NextImg:A Brand-New Electric Bus, No Charge. (That Was One Problem.)

The matter before the school board was straightforward. The tiny school district in Wymore, Neb., needed a new school bus to replace one so old and beat-up that it was used only to ferry the football team back and forth to the practice field a few blocks away.

The new bus would be larger than the old one, board members learned at the meeting 18 months ago, and also totally free, thanks to a federal grant. But the biggest difference: The new bus would be powered not by a diesel engine but by electricity.

The bus didn’t stir up much discussion that first meeting, recalled Christopher Prososki, the superintendent, who’s known around town as Dr. P.

“A free bus is a free bus,” he said.

But this bus wasn’t like the others.

Kids who rode it for the first time said it made a whirring sound like a U.F.O. Its driver said the hum reminded him of the Flying Car in The Jetsons. The school board president nicknamed it “the Biden bus,” annoying the superintendent.
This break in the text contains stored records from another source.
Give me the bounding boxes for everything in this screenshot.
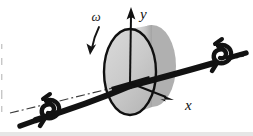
figure-canvas: ω y x: [0, 0, 253, 136]
scan-edge-bottom: [0, 132, 253, 136]
omega-label: ω: [91, 9, 100, 24]
y-axis-label: y: [138, 6, 147, 22]
x-axis-label: x: [184, 97, 192, 113]
y-axis-line: [130, 16, 131, 83]
mechanics-diagram-svg: ω y x: [0, 0, 253, 136]
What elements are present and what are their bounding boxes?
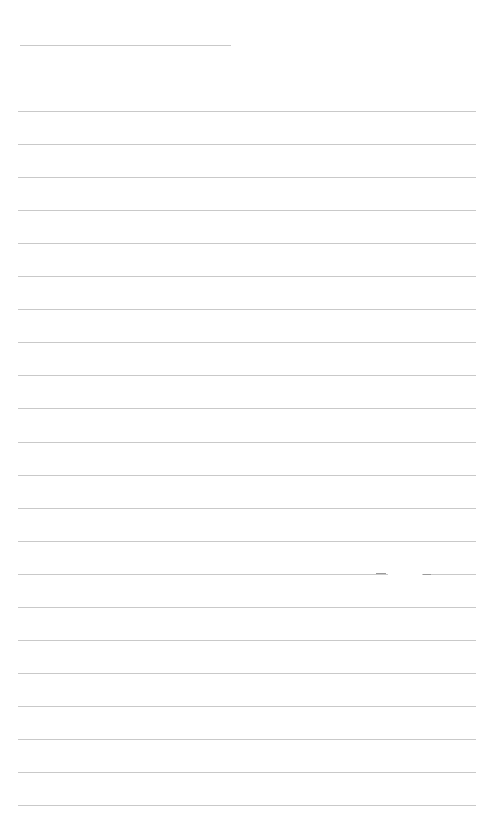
ruled-line — [18, 342, 476, 343]
ruled-line — [18, 309, 476, 310]
ruled-line — [18, 541, 476, 542]
header-line — [20, 45, 231, 46]
ruled-line — [18, 276, 476, 277]
ruled-line — [18, 508, 476, 509]
pencil-mark — [423, 574, 431, 575]
line-gap — [388, 572, 422, 575]
ruled-line — [18, 739, 476, 740]
ruled-line — [18, 408, 476, 409]
ruled-line — [18, 111, 476, 112]
ruled-line — [18, 177, 476, 178]
ruled-line — [18, 375, 476, 376]
pencil-mark — [376, 573, 386, 574]
ruled-line — [18, 772, 476, 773]
ruled-line — [18, 706, 476, 707]
ruled-line — [18, 243, 476, 244]
ruled-line — [18, 805, 476, 806]
ruled-line — [18, 640, 476, 641]
ruled-line — [18, 442, 476, 443]
ruled-line — [18, 144, 476, 145]
ruled-line — [18, 673, 476, 674]
ruled-line — [18, 607, 476, 608]
ruled-line — [18, 475, 476, 476]
ruled-line — [18, 210, 476, 211]
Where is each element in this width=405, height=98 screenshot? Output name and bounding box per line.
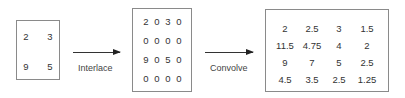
matrix-cell: 4.5 [270, 74, 300, 85]
matrix-cell: 11.5 [270, 40, 300, 51]
matrix-cell: 0 [164, 35, 194, 46]
matrix-cell: 4 [324, 40, 354, 51]
matrix-cell: 2 [270, 23, 300, 34]
arrow-right-icon [73, 52, 120, 53]
arrow-right-icon [205, 52, 253, 53]
matrix-cell: 4.75 [297, 40, 327, 51]
matrix-cell: 7 [297, 57, 327, 68]
matrix-cell: 2.5 [297, 23, 327, 34]
convolved-matrix: 2 2.5 3 1.5 11.5 4.75 4 2 9 7 5 2.5 4.5 … [265, 9, 389, 92]
matrix-cell: 5 [35, 61, 65, 72]
matrix-cell: 1.5 [352, 23, 382, 34]
matrix-cell: 2.5 [324, 74, 354, 85]
matrix-cell: 2.5 [352, 57, 382, 68]
matrix-cell: 0 [164, 73, 194, 84]
matrix-cell: 3 [324, 23, 354, 34]
input-matrix: 2 3 9 5 [16, 20, 60, 80]
matrix-cell: 9 [270, 57, 300, 68]
interlaced-matrix: 2 0 3 0 0 0 0 0 9 0 5 0 0 0 0 0 [132, 8, 192, 92]
matrix-cell: 5 [324, 57, 354, 68]
convolve-label: Convolve [210, 63, 248, 73]
matrix-cell: 1.25 [352, 74, 382, 85]
matrix-cell: 2 [352, 40, 382, 51]
matrix-cell: 3 [35, 31, 65, 42]
matrix-cell: 0 [164, 54, 194, 65]
interlace-label: Interlace [78, 63, 113, 73]
matrix-cell: 3.5 [297, 74, 327, 85]
matrix-cell: 0 [164, 16, 194, 27]
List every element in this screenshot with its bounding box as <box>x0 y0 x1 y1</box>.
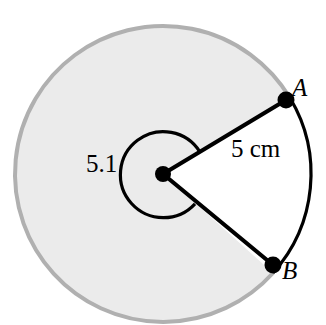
point-a-label: A <box>292 74 307 102</box>
circle-sector-figure: 5.1 5 cm A B <box>0 0 326 325</box>
point-b-label: B <box>282 257 297 285</box>
point-b-dot <box>265 257 282 274</box>
radius-label: 5 cm <box>231 135 280 163</box>
reflex-angle-label: 5.1 <box>86 150 117 178</box>
centre-point-dot <box>155 166 171 182</box>
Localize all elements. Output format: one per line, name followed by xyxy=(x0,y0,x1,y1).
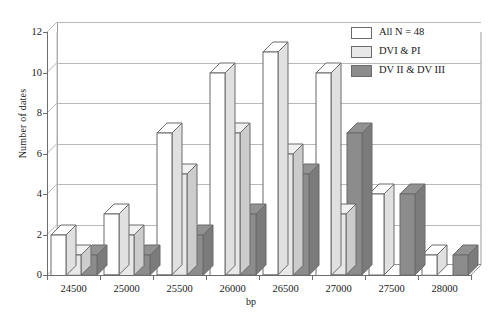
x-tick-label: 28000 xyxy=(431,283,457,294)
y-tick-mark xyxy=(43,235,47,236)
y-tick-label: 12 xyxy=(32,27,43,38)
legend-item: DVI & PI xyxy=(351,45,445,58)
x-tick-mark xyxy=(259,275,260,280)
legend-label: All N = 48 xyxy=(379,27,424,38)
legend-item: DV II & DV III xyxy=(351,64,445,77)
bar xyxy=(400,184,425,275)
legend-label: DV II & DV III xyxy=(379,65,445,76)
y-tick-mark xyxy=(43,73,47,74)
x-tick-mark xyxy=(471,275,472,280)
y-tick-label: 0 xyxy=(37,270,42,281)
x-tick-mark xyxy=(418,275,419,280)
y-tick-label: 10 xyxy=(32,67,43,78)
bar xyxy=(104,204,129,275)
legend-swatch xyxy=(351,46,372,58)
legend-item: All N = 48 xyxy=(351,26,445,39)
y-tick-label: 8 xyxy=(37,108,42,119)
bar xyxy=(51,225,76,276)
bar xyxy=(369,184,394,275)
x-tick-mark xyxy=(153,275,154,280)
x-tick-label: 26500 xyxy=(272,283,298,294)
x-tick-mark xyxy=(365,275,366,280)
x-tick-mark xyxy=(100,275,101,280)
bar xyxy=(453,245,478,275)
x-tick-label: 27000 xyxy=(325,283,351,294)
x-tick-label: 27500 xyxy=(378,283,404,294)
y-tick-mark xyxy=(43,154,47,155)
y-tick-mark xyxy=(43,113,47,114)
y-axis-line xyxy=(47,32,48,275)
legend-swatch xyxy=(351,65,372,77)
gridline xyxy=(57,22,481,23)
y-axis-title: Number of dates xyxy=(17,64,28,184)
x-tick-label: 26000 xyxy=(219,283,245,294)
y-tick-mark xyxy=(43,194,47,195)
x-tick-label: 25000 xyxy=(113,283,139,294)
bar xyxy=(263,42,288,275)
x-tick-mark xyxy=(47,275,48,280)
x-axis-title: bp xyxy=(0,296,502,307)
x-tick-label: 24500 xyxy=(60,283,86,294)
legend: All N = 48DVI & PIDV II & DV III xyxy=(351,26,445,83)
y-tick-label: 4 xyxy=(37,189,42,200)
y-tick-mark xyxy=(43,32,47,33)
x-tick-mark xyxy=(206,275,207,280)
bar-chart: Number of dates bp 024681012 24500250002… xyxy=(0,0,502,319)
bar xyxy=(316,63,341,276)
y-tick-label: 6 xyxy=(37,148,42,159)
bar xyxy=(210,63,235,276)
legend-swatch xyxy=(351,27,372,39)
x-tick-mark xyxy=(312,275,313,280)
bar xyxy=(157,123,182,275)
legend-label: DVI & PI xyxy=(379,46,420,57)
x-tick-label: 25500 xyxy=(166,283,192,294)
bar xyxy=(422,245,447,275)
y-tick-label: 2 xyxy=(37,229,42,240)
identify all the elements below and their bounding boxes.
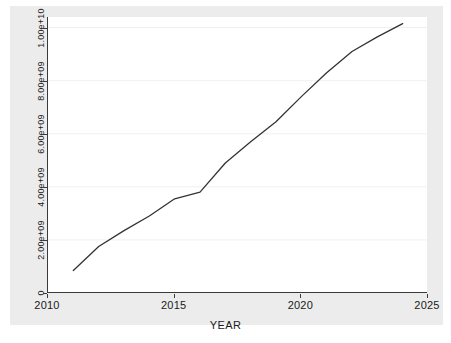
data-series-line bbox=[73, 24, 402, 271]
x-axis-tick-label-0: 2010 bbox=[33, 299, 61, 311]
plot-canvas bbox=[48, 17, 428, 293]
chart-figure: Infrastructure Shortfall (Running Total)… bbox=[0, 0, 451, 343]
x-axis-tick-mark-3 bbox=[427, 294, 428, 298]
x-axis-title: YEAR bbox=[0, 319, 451, 331]
figure-left-margin bbox=[0, 0, 10, 343]
figure-top-margin bbox=[0, 0, 451, 6]
x-axis-tick-label-1: 2015 bbox=[160, 299, 188, 311]
x-axis-tick-label-3: 2025 bbox=[413, 299, 441, 311]
x-axis-tick-mark-1 bbox=[174, 294, 175, 298]
x-axis-tick-mark-2 bbox=[300, 294, 301, 298]
x-axis-tick-mark-0 bbox=[47, 294, 48, 298]
figure-right-margin bbox=[443, 0, 451, 343]
x-axis-tick-label-2: 2020 bbox=[286, 299, 314, 311]
grid-lines bbox=[48, 28, 428, 240]
plot-area bbox=[47, 17, 427, 293]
As the months passed in Wymore, a town of about 1,300 nestled in the plains, the electric bus became a surrogate for far bigger issues this quiet corner of the nation is facing. In conversations in the school boardroom, at the volunteer fire hall and at the American Legion bar, the bus exposed fears of an unwelcome future, one where wind turbines tower across the flatlands, power generated by Nebraska solar farms is sent out of state and electric cars strand drivers on lonesome gravel roads.

Changes like these were bound to cause new headaches or worse in this part of the country, upsetting a comfortable and familiar way of life, some residents said. “We’ll fight it tooth and nail,” said John Watts, who worries that an all-E.V. future would jeopardize his 40-acre salvage yard just outside town that specializes in parts for muscle cars.